EXERCISE OBJECTIVE:
Only the lines from the one that contains "The height and width of the screenshot is (1922, 865)." through the last line of the data below should be duplicated, exactly and without pictures.

***** RECORD SET *****

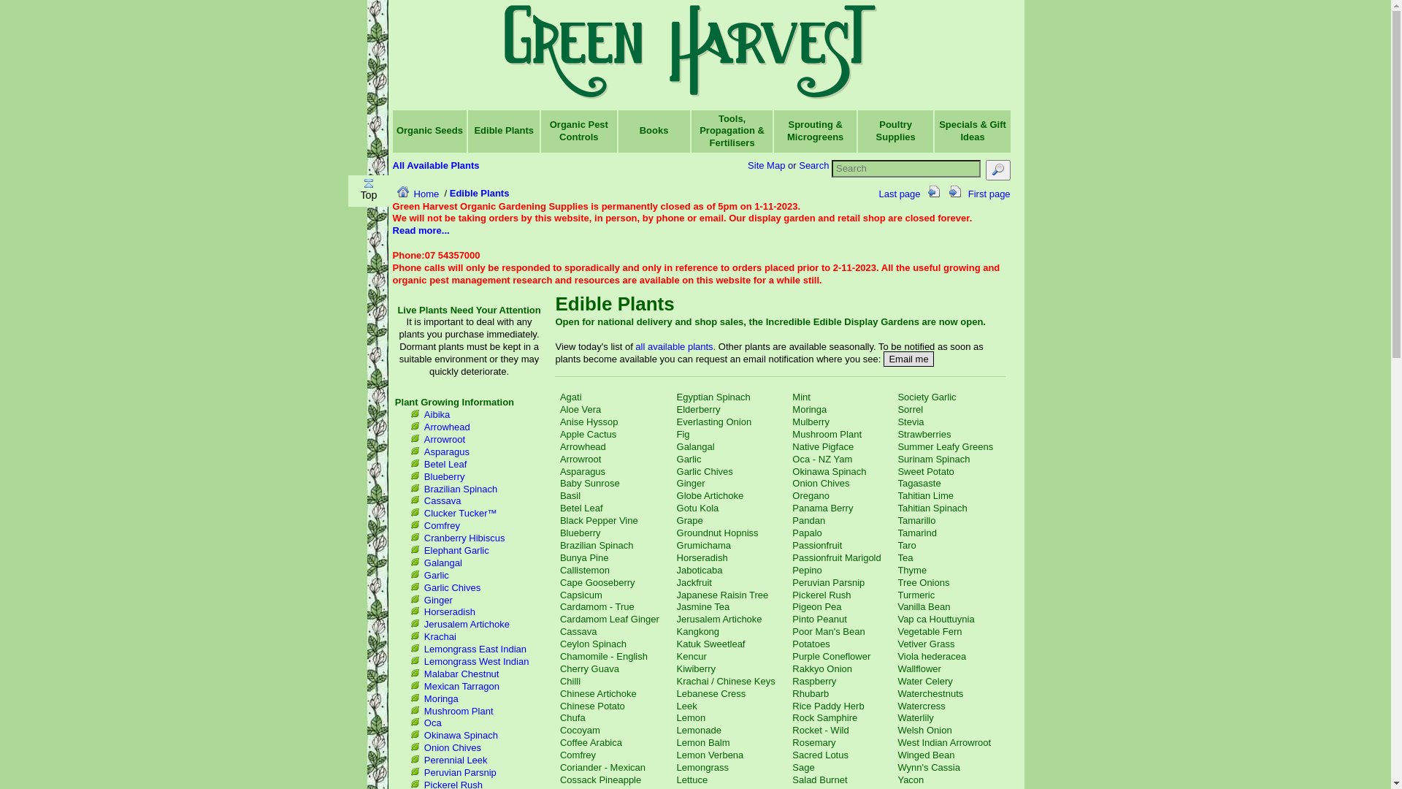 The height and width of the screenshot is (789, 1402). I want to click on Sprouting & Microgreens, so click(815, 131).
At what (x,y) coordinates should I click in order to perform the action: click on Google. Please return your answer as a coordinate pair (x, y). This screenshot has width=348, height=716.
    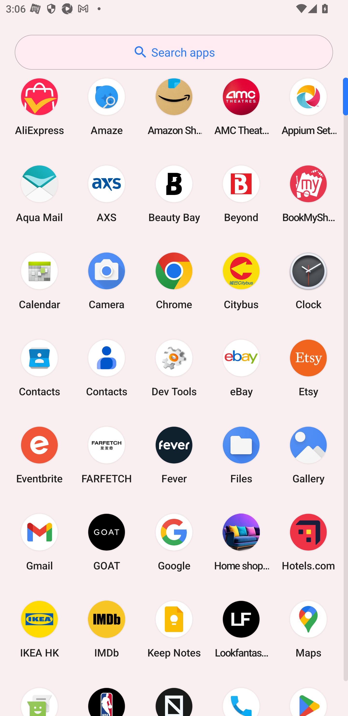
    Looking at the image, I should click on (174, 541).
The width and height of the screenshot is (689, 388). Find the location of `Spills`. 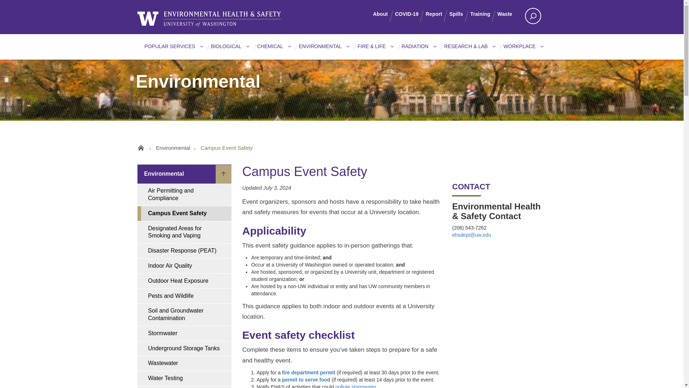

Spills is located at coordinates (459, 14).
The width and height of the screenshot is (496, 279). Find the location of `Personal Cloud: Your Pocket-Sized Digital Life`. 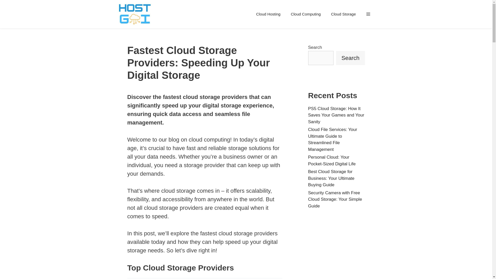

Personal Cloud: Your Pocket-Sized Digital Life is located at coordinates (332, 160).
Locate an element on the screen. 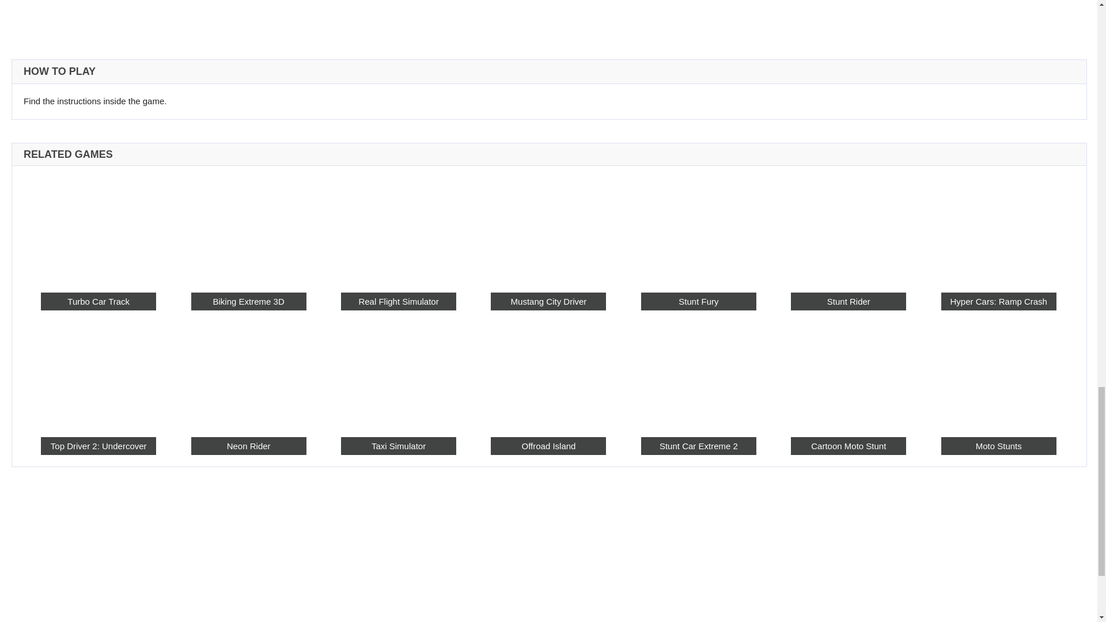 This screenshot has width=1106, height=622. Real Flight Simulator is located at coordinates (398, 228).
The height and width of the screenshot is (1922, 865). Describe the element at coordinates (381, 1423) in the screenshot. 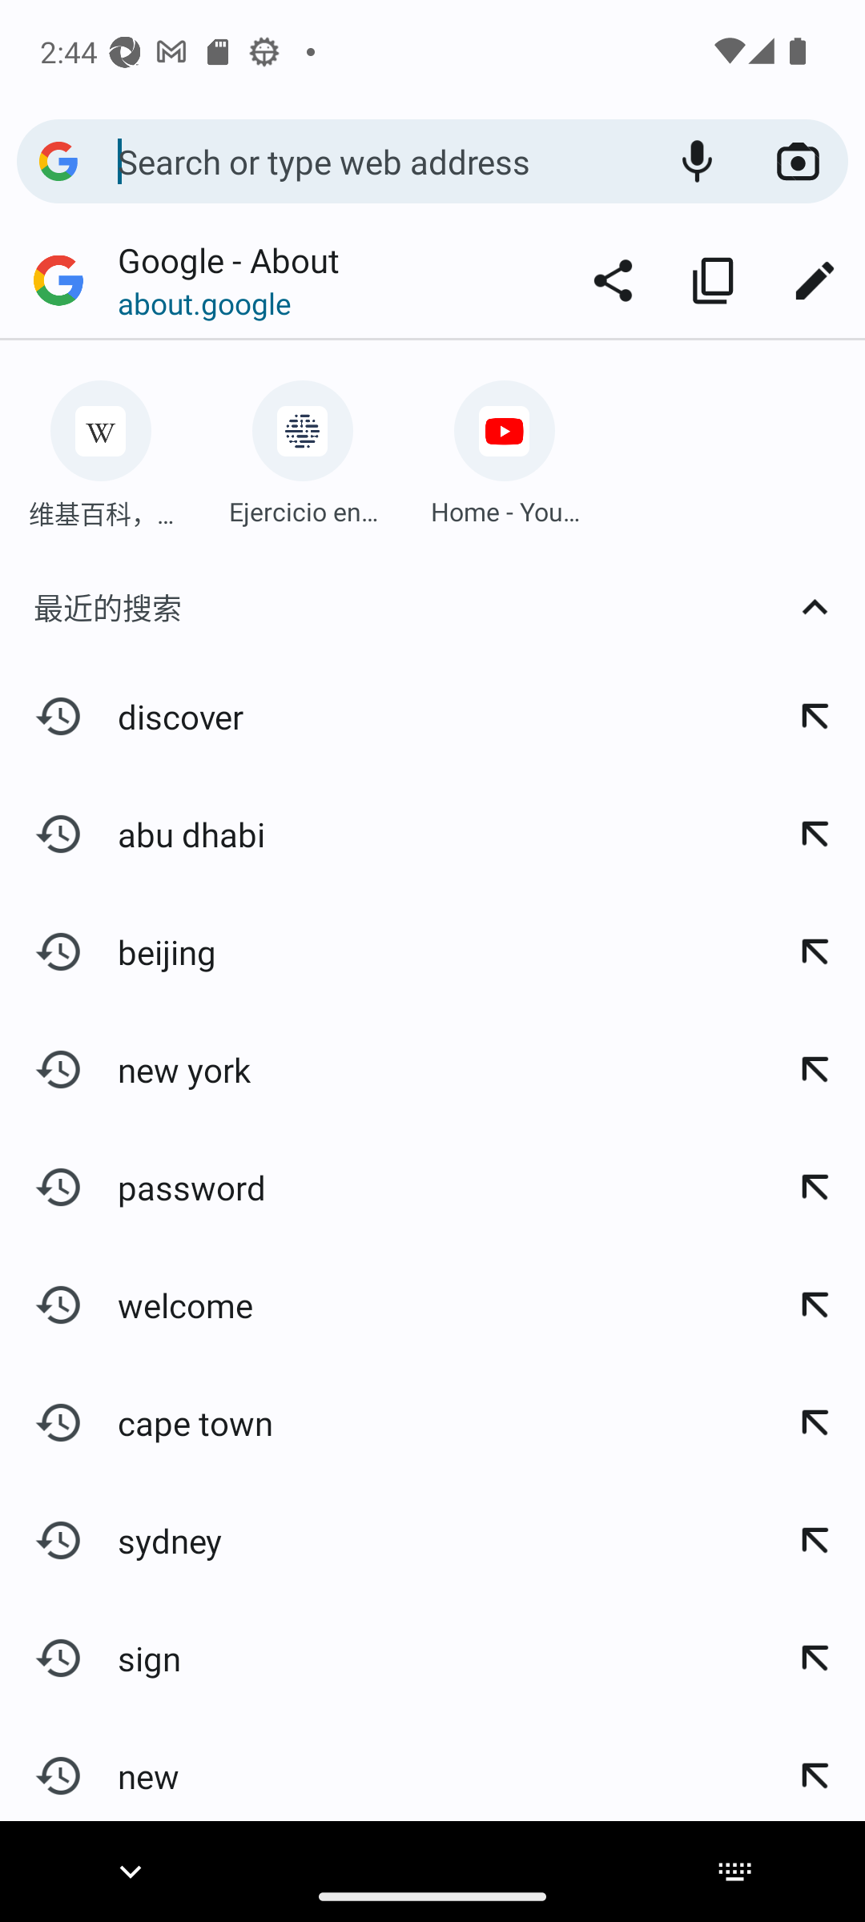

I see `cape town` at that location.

*****

YOUR SOLUTION:
The height and width of the screenshot is (1922, 865). Describe the element at coordinates (381, 1423) in the screenshot. 

I see `cape town` at that location.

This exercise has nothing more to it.